If Mary had one virtue greater than others, it was her reluctance to complain coupled to her dislike of occupying the central position on a stage. So without self-pity or florid embroidery, Mary told her story. She had no idea that Ned Skinner had been taking her to Pemberley when Father Dominus struck; in fact, she remembered nothing between being evicted from the Friar Tuck and waking some days later in the cave, a prisoner. Both the ladies and gentlemen found it hard to credit that she had been stolen for no better reason than to act as a scribe for a book about his outlandish beliefs.
“Though originally he stole me to experiment upon me,” she qualified, resolving that nothing she said would paint him madder than he truly was.

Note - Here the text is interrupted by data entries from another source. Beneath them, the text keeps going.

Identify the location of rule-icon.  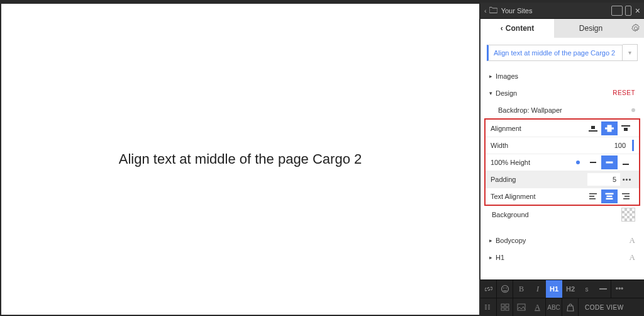
(603, 289).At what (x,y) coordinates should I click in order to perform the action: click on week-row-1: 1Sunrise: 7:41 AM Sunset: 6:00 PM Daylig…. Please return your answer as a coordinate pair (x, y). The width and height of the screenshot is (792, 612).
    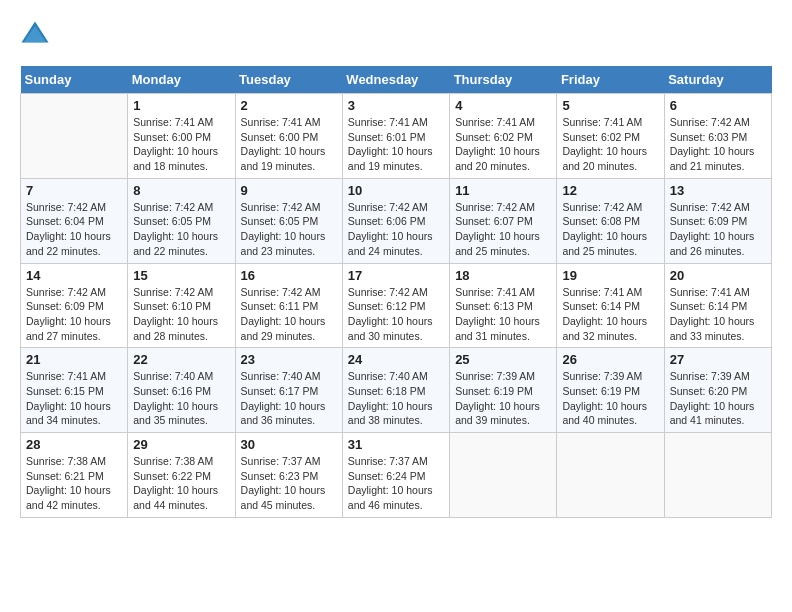
    Looking at the image, I should click on (396, 136).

And what was madness anyway? “He told me that I had been dying from a
swelling of the brain—apparently his skills as a physician were developed enough to diagnose this from my appearance as I lay on the bank where he found me. It seems he had concocted a remedy for swelling of the inner organs, but had no one upon whom to test it. So he stole me, fed me his concoction, and cured me. Then I became his scribe. At first his Cosmogenesis, as he calls it, fascinated me—a truly original concept wherein God is the darkness, and all light is evil. His term for the author of evil is not Satan or the Devil, but Lucifer. How much Cosmogenesis owes to his encroaching blindness I know not, but certainly it contributed. Though he never said so, I gathered that light was painful to him. Ignatius said once that whenever he set out to collect payment from apothecary shops, he wore spectacles with lenses darkened by smoke.”
“So the boys we encountered behaved as they did because they abhorred light,” said Charlie. “I put it down to fear of him.”
“Fear of him is something new as far as the children are concerned, and even so, it is the girls who fear him more. Events occurred that provoked him into calling them unclean.”
“What happened to you, Mary?” Fitz asked.
She looked wry. “My undisciplined tongue, of course. I had kept it under rigid control, understanding that to antagonise him might earn me a death sentence. But when he informed me that Jesus was the result of a cynical collaboration between God and Lucifer, I could not remain silent. I called him wicked and evil, and he ran away, cursing me. That was the last time I saw him. I was left to die—and would have, had the subsidence not occurred.”
“I think he decided to abandon you after he met us,” said a horrified Charlie. “I told him I was Charles Darcy of Pemberley and asked after you. He must have panicked.”
Mary’s interrogation at Fitz’s hand continued for several hours, yet neither he nor Angus felt that, at its end, they knew much about anything except Cosmogenesis. Surely she must have had some kind of contact with the children! But no, she maintained that she had not.